Published online by Cambridge University Press: 22 December 2009
Introduction
Young people making the transition from school to work in the twenty-first century in the United States and other developed economies can be expected to face a very different world of work than their parents' generation. Consider, for example, the U.S. economy in the 1970s. During that decade, the “pig in the python” baby-boom cohort was having its peak growth effect on the size of the labor force, while Richard Freeman chronicled “the over-educated American” and the falling returns to a college education (Freeman, 1976; Toossi, 2006). Stocks of computer equipment and peripherals had only recently appeared in data produced by the Bureau of Economic Analysis and, by the end of the 1970s, would not even reach one percent of the level that would be attained by the turn of the century.

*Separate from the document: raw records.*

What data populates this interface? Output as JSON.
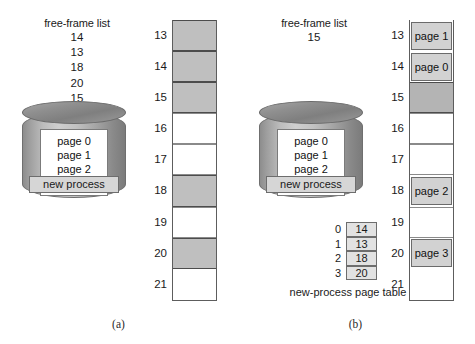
{
  "figure": {
    "caption_a": "(a)",
    "caption_b": "(b)"
  },
  "panel_a": {
    "free_frame_list": {
      "title": "free-frame list",
      "frames": [
        "14",
        "13",
        "18",
        "20",
        "15"
      ]
    },
    "process_disk": {
      "pages": [
        "page 0",
        "page 1",
        "page 2",
        "page 3"
      ],
      "label": "new process"
    },
    "memory": {
      "frames": [
        {
          "number": "13",
          "state": "filled",
          "content": ""
        },
        {
          "number": "14",
          "state": "filled",
          "content": ""
        },
        {
          "number": "15",
          "state": "filled",
          "content": ""
        },
        {
          "number": "16",
          "state": "empty",
          "content": ""
        },
        {
          "number": "17",
          "state": "empty",
          "content": ""
        },
        {
          "number": "18",
          "state": "filled",
          "content": ""
        },
        {
          "number": "19",
          "state": "empty",
          "content": ""
        },
        {
          "number": "20",
          "state": "filled",
          "content": ""
        },
        {
          "number": "21",
          "state": "blank",
          "content": ""
        }
      ]
    }
  },
  "panel_b": {
    "free_frame_list": {
      "title": "free-frame list",
      "frames": [
        "15"
      ]
    },
    "process_disk": {
      "pages": [
        "page 0",
        "page 1",
        "page 2",
        "page 3"
      ],
      "label": "new process"
    },
    "page_table": {
      "caption": "new-process page table",
      "rows": [
        {
          "index": "0",
          "frame": "14"
        },
        {
          "index": "1",
          "frame": "13"
        },
        {
          "index": "2",
          "frame": "18"
        },
        {
          "index": "3",
          "frame": "20"
        }
      ]
    },
    "memory": {
      "frames": [
        {
          "number": "13",
          "state": "paged",
          "content": "page 1"
        },
        {
          "number": "14",
          "state": "paged",
          "content": "page 0"
        },
        {
          "number": "15",
          "state": "freegray",
          "content": ""
        },
        {
          "number": "16",
          "state": "empty",
          "content": ""
        },
        {
          "number": "17",
          "state": "empty",
          "content": ""
        },
        {
          "number": "18",
          "state": "paged",
          "content": "page 2"
        },
        {
          "number": "19",
          "state": "empty",
          "content": ""
        },
        {
          "number": "20",
          "state": "paged",
          "content": "page 3"
        },
        {
          "number": "21",
          "state": "blank",
          "content": ""
        }
      ]
    }
  },
  "colors": {
    "filled_frame": "#bfbfbf",
    "free_frame_b": "#b4b4b4",
    "page_box": "#d2d2d2",
    "disk_label": "#d6d6d6",
    "outline": "#5d5d5d"
  }
}
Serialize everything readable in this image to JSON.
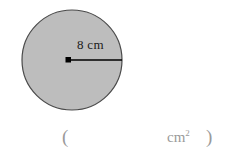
{
  "figure": {
    "shape": "circle",
    "fill_color": "#bdbdbd",
    "stroke_color": "#4a4a4a",
    "center_dot_color": "#000000",
    "radius_line_color": "#000000",
    "radius_label": "8 cm"
  },
  "answer": {
    "paren_open": "(",
    "blank": "",
    "unit": "cm",
    "unit_exponent": "2",
    "paren_close": ")",
    "text_color": "#9a9a9a"
  }
}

The microprocessor, invented in 1971, would eventually lead to the information age but in the 1970s, the economy was still driven by technologies of the industrial age. To the extent that the U.S. economy was affected by trade, it was still below the level – as a share of the economy – reached on the eve of World War I (Karoly & Panis, 2004). Thus, globalization was not in the vocabulary of the typical American worker.
Fast-forward to the turn of the twenty-first century and the picture is substantially different. Again, using the example of the United States, the demographic reality of slower population growth and population aging means a workforce that will grow more slowly than in the past.